CHAPTER XVIII
After Fredericksburg—Reminiscences
Fredericksburg after the battle—Flag of truce—Burying dead—General Wadsworth, U. S. A.—Again on enemy's side with flag of truce—At their picket fire—Colonel Brown, of Rhode Island—Bitter cold—All night in their camp—Luxuries for the wounded—First Georgia Regulars—They are ordered home—Want of shoes—Captain Cuthbert, of South Carolina.
The battle was indeed fought and finished, and although the triumph of victory rested with us, and the enemy was back in his lines, beaten and dispirited, yet it cannot be said that there had been achieved a result so decisive as to bring us near the end of the war.
We were caring for our dead. The enemy was to do so for his. They lay in great numbers on the plain. General Lee wrote Burnside and I carried the letter under a flag of truce through the town to the ferry, where was found a pontoon, and my men took me across. It was pitiful riding through the town, considerably damaged as it was by the artillery fire from Stafford Heights, but more still from the plundering and looting that had gone on while in possession of the United States troops. Furniture, bedding, mattresses, carpets, china, domestic utensils, indeed all that went to make up those comfortable homes, were strewn helter skelter, broken and ruined about the streets. The streets were filled with distressed women and children, both black and white. But we passed on—"C'est à la guerre comme à la guerre!" My pontoon landed me at the foot of a steep road that ascended the hill and I was immediately met by a number of officers in brilliant uniforms. For myself I must have been awfully shabby; never at any time given to military finery, while campaigning, I think I was worse off than usual here at Fredericksburg. The weather had been atrocious, and mud and I were closely acquainted day and night. There was, too, so much to do that one had no time for repairing damages.
But my reception by the Federal officers was extremely courteous while awaiting an answer to General Lee's missive, now on its way to Burnside, whose headquarters were near by.
There were Major-General Park, chief of staff to the army; Major-General Wadsworth (whom I was to see in eighteen months at the "Wilderness" under different circumstances); Brig.-Gen. Jim Hardie, and many others, all having some inquiries to make for friends on our side. General Wadsworth asked me how many dead I thought lay on our front. "I ask, Major," he said, "so as to make my burying parties strong enough."
I said: "I cannot possibly guess with any approach to accuracy. I have only ridden through the slain in front of Marye's Hill, and it seemed that there must be at least 800 there awaiting burial." "My God, my God!" groaned the old officer, deeply impressed by such mortality. Instead of 800, they buried nearly 1,200 men in that small front, besides some 300 in front of Jackson's position. General Burnside's answer soon came, and saluting my Federal acquaintances I was quickly on our own side of the river and the Federal commander's letter in Lee's possession.
Strong burial parties immediately came across for their ghastly duty. General Wadsworth was a wealthy, middle-aged man from the lovely Genesee Valley, New York, owning great tracts of land; but considered it his patriotic duty to raise some battalions for the army and did so, placing himself at their head. The Government showed him all honor, conferring at once high rank.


WHAT YOU WILL DO | Retype the whole listing, please, keeping every line exact and dropping the pictures.

--- INFORMATION SUPPLIED Enclosed Below ---

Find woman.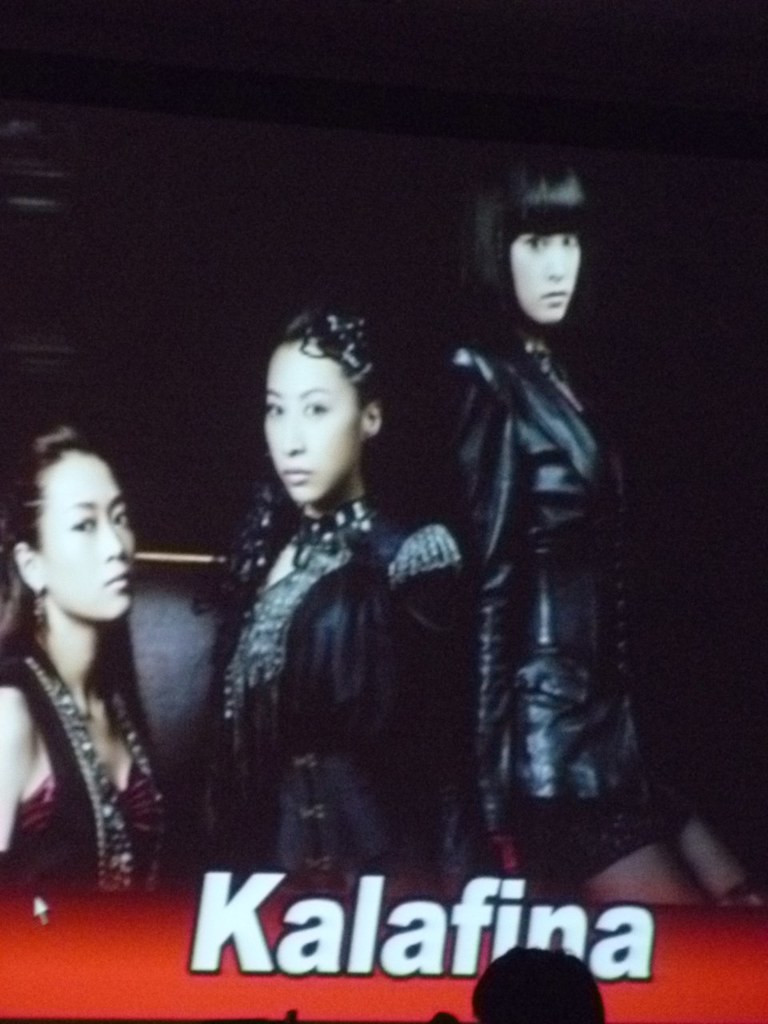
detection(436, 165, 767, 926).
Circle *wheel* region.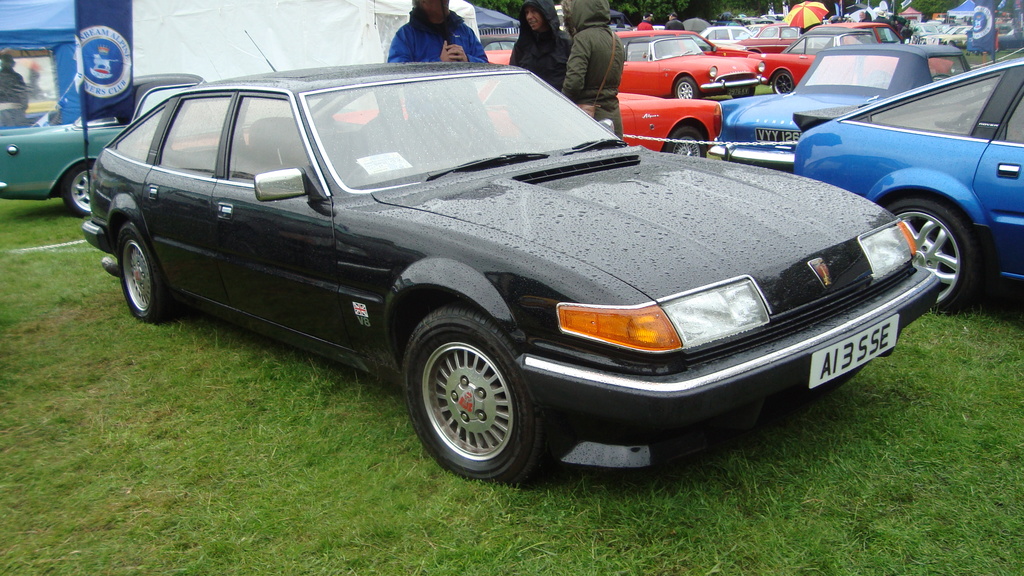
Region: x1=890, y1=200, x2=977, y2=311.
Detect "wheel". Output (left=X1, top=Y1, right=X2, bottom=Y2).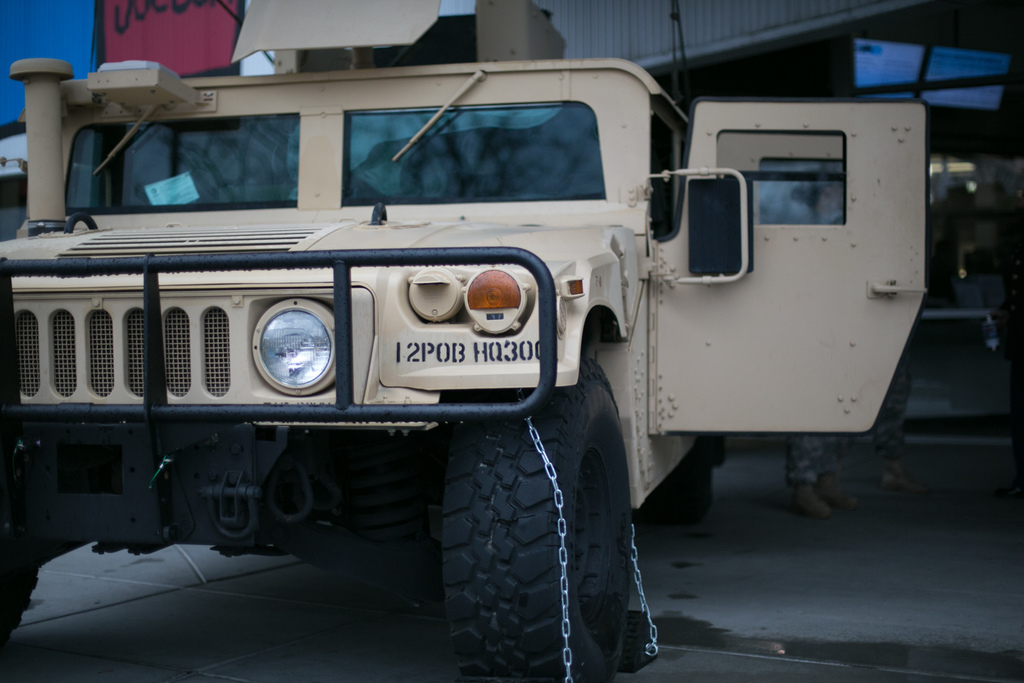
(left=410, top=394, right=649, bottom=658).
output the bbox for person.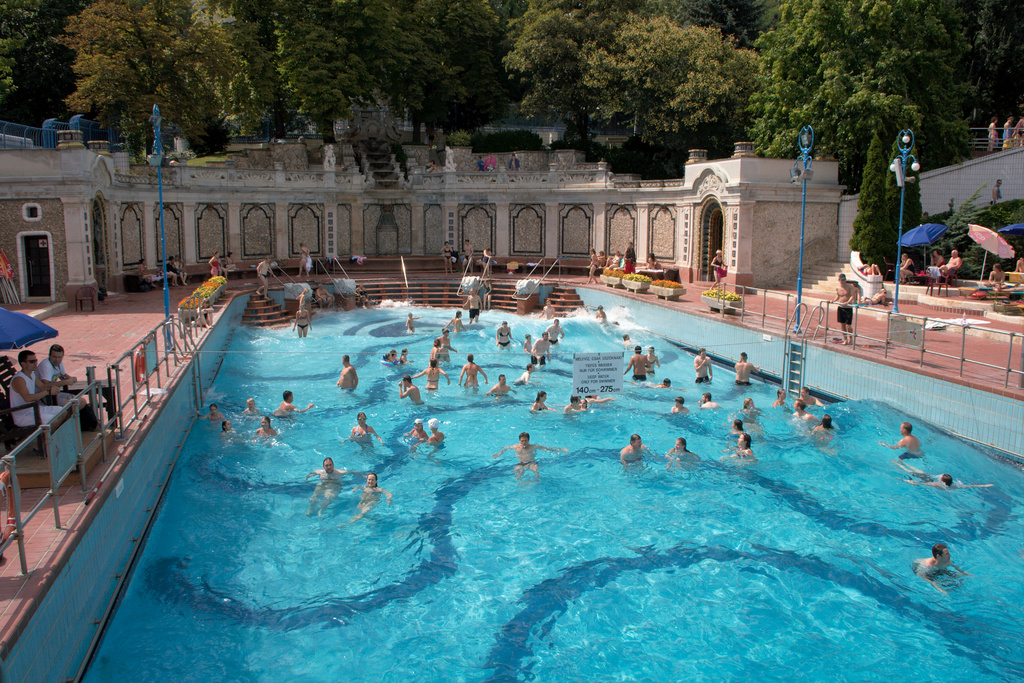
(left=483, top=368, right=518, bottom=400).
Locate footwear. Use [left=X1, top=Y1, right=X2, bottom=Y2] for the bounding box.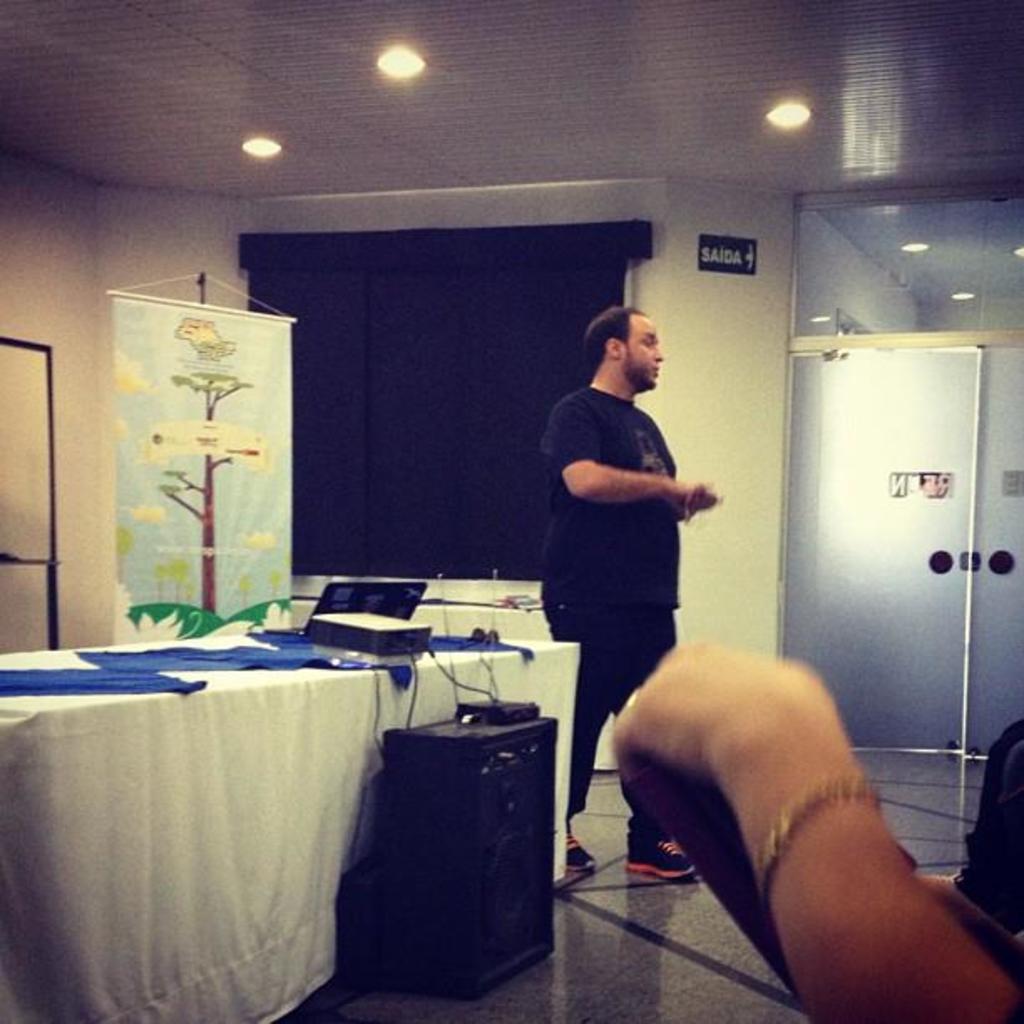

--- End of Enclosed INFORMATION SUPPLIED ---

SOLUTION TO THIS TASK |
Find woman.
detection(436, 165, 767, 926).
Circle *wheel* region.
Region: x1=890, y1=200, x2=977, y2=311.
Detect "wheel". Output (left=X1, top=Y1, right=X2, bottom=Y2).
(left=410, top=394, right=649, bottom=658).
output the bbox for person.
(left=483, top=368, right=518, bottom=400).
Locate footwear. Use [left=X1, top=Y1, right=X2, bottom=Y2] for the bounding box.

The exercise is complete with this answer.